Anonymous editorial in Wall Street Journal tries to cast doubt on Kavanaugh’s assault of a teenage girl
If the acuity of anyone’s memory should be subject to questioning, it would surely be that belonging to two teenage boys who were described as being, at the time, “stumbling drunk.” Forget about how much each remembers years later; how much did they remember the next day?
Mark Judge says he has no recollection of the events now clearly described by the victim, Christine Blasey Ford, while Brett M. Kavanaugh emphatically denies he has ever engaged in a sexual assault.
Traumatic experiences have the power to imprint themselves in memory in such a way that the past becomes enduringly present. Conversely, alcohol has the power to erase memory, release inhibitions, and incapacitate good judgement.
Before answering more pointed questions about the event that Ford recounts, Kavanaugh should be asked under oath whether and if so, how often, he was as a teenager “stumbling drunk”; whether he ever drank until he passed out; and how he thinks alcohol may have affected his memory.

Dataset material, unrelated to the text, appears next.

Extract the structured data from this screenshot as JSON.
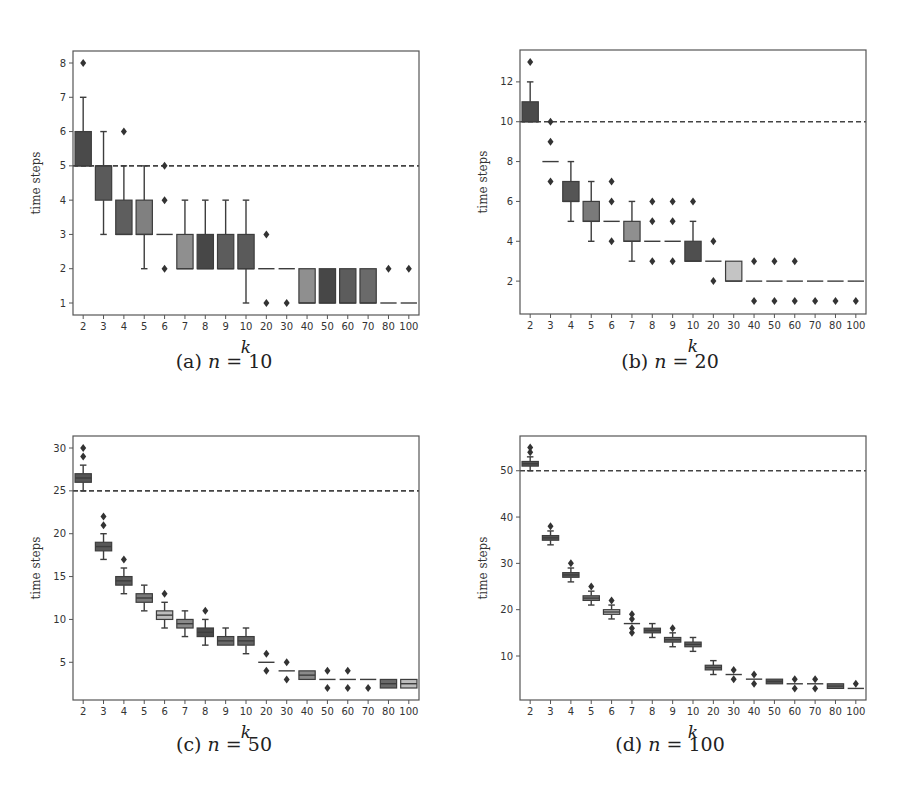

An anonymous editorialist, writing for the editorial board of the Wall Street Journal claims:
This is a case of an alleged teenage encounter, partially recalled 30 years later without corroboration, and brought forward to ruin Mr. Kavanaugh’s reputation for partisan purposes.

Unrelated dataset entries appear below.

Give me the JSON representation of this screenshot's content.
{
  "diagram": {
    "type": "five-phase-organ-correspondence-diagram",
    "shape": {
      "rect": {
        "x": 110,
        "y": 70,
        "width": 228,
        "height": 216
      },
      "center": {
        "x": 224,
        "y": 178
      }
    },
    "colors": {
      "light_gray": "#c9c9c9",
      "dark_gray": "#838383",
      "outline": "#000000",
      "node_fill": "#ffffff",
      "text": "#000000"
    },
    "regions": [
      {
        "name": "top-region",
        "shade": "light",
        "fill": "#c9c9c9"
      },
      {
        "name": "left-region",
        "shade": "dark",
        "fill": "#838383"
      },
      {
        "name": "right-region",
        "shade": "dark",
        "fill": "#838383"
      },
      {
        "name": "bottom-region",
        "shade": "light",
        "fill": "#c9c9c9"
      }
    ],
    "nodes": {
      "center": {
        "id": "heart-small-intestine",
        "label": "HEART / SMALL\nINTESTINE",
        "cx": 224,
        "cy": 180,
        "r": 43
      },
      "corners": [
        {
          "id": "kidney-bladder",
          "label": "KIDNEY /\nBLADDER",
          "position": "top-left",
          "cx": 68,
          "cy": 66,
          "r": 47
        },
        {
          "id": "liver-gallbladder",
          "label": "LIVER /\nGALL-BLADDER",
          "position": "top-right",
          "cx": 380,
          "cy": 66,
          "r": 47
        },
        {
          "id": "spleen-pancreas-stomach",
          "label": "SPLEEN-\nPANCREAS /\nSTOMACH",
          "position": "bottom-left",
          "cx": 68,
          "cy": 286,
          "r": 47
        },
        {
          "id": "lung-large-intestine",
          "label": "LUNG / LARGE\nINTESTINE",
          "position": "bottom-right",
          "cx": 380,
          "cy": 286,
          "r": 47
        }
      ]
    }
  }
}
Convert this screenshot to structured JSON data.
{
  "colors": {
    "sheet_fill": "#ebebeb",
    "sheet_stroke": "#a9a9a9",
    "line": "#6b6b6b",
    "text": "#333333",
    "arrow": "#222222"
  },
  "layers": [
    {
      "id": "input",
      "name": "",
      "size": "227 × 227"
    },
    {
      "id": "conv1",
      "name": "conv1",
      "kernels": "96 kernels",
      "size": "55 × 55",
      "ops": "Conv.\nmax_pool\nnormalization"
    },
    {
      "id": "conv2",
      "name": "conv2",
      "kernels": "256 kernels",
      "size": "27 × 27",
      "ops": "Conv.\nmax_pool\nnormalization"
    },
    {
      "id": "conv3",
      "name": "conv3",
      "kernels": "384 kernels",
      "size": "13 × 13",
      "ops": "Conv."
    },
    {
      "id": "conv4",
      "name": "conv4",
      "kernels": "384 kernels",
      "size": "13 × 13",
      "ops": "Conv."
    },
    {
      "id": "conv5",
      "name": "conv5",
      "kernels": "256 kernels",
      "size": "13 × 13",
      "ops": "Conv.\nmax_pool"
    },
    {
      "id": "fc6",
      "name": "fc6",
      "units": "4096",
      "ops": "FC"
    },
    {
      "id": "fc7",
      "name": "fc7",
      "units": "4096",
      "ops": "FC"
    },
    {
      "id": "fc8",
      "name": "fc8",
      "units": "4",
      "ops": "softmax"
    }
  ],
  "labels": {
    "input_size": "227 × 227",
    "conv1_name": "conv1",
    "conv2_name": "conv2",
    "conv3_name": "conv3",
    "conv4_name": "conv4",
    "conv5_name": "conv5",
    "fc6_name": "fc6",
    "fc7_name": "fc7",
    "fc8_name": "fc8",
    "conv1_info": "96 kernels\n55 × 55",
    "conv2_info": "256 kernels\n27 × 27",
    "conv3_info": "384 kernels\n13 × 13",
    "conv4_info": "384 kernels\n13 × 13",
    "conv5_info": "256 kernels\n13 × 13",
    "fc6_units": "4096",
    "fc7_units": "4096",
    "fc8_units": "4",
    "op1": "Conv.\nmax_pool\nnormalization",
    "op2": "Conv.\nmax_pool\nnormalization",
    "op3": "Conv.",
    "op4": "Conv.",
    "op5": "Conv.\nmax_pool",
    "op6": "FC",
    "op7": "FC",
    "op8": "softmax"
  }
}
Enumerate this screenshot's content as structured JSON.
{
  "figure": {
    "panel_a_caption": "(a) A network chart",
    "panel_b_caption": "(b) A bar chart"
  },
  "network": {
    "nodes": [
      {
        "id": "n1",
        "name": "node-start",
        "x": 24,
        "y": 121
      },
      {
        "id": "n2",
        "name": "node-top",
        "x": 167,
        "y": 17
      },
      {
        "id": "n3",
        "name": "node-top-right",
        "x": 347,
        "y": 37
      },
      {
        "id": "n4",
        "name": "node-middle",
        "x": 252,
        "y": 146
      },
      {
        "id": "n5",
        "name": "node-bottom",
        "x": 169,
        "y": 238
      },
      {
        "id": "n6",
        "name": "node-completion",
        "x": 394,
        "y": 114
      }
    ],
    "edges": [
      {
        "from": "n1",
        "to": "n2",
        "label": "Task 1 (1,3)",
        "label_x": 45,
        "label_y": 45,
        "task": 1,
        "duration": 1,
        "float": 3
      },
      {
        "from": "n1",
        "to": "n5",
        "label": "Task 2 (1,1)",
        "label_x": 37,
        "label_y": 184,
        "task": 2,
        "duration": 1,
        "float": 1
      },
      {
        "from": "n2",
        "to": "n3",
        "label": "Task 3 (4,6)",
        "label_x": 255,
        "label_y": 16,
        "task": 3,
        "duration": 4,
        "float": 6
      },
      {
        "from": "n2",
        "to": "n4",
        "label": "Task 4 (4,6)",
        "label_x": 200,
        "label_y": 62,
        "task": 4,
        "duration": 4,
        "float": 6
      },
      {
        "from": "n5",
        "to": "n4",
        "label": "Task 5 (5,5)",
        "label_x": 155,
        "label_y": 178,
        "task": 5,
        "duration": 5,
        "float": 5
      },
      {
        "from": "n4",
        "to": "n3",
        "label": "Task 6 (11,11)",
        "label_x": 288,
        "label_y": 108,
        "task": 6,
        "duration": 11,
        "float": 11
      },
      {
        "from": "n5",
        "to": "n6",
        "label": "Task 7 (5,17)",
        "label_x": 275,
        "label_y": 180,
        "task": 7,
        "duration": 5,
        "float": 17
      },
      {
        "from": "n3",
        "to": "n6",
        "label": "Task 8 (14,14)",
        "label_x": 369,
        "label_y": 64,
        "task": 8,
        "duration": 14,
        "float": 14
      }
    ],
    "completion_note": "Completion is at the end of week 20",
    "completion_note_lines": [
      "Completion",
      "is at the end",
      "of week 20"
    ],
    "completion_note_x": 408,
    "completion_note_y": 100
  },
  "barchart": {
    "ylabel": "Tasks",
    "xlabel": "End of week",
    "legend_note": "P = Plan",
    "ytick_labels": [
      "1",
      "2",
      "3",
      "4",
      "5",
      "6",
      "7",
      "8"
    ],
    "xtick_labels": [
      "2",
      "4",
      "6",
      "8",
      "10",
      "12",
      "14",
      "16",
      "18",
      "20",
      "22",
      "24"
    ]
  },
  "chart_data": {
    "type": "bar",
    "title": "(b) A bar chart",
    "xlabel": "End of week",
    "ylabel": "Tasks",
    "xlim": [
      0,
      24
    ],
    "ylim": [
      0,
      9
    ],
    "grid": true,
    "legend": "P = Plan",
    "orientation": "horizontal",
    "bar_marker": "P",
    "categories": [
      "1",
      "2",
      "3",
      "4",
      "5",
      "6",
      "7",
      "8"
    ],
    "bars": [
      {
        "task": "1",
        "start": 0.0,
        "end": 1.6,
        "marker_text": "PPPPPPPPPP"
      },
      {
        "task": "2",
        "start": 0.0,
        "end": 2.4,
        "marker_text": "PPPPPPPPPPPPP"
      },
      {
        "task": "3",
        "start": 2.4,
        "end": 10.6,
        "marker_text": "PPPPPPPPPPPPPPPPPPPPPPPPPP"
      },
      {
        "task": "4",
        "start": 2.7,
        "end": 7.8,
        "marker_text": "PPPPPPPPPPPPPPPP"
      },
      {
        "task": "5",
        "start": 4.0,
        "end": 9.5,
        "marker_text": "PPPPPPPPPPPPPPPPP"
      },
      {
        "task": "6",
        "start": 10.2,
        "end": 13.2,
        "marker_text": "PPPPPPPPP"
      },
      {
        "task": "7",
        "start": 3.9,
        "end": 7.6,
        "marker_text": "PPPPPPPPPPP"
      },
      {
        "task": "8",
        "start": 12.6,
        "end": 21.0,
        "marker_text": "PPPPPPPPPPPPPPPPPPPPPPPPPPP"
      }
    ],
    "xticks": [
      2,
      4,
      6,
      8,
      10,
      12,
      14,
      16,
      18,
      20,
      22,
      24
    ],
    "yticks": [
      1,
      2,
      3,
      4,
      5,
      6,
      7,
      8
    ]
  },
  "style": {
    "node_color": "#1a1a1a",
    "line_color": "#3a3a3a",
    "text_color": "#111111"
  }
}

To refer to Ford’s account as having been “partially recalled 30 years later” is to promote a disingenuous narrative revolving around the frailty of memory.
Who can clearly remember anything that happened 30 years ago?
And yet we do indeed all know that memory is not like a fading photograph. What we remember and what we forget has everything to do with what each experience signifies and which did or did not have an emotional impact.
The question about Ford is not how could she remember? It is a question for those who would sow doubt: how could she forget?
A girl at an age where she is just beginning to learn how to navigate in the treacherous waters of adolescence gets assaulted, denigrated, and humiliated.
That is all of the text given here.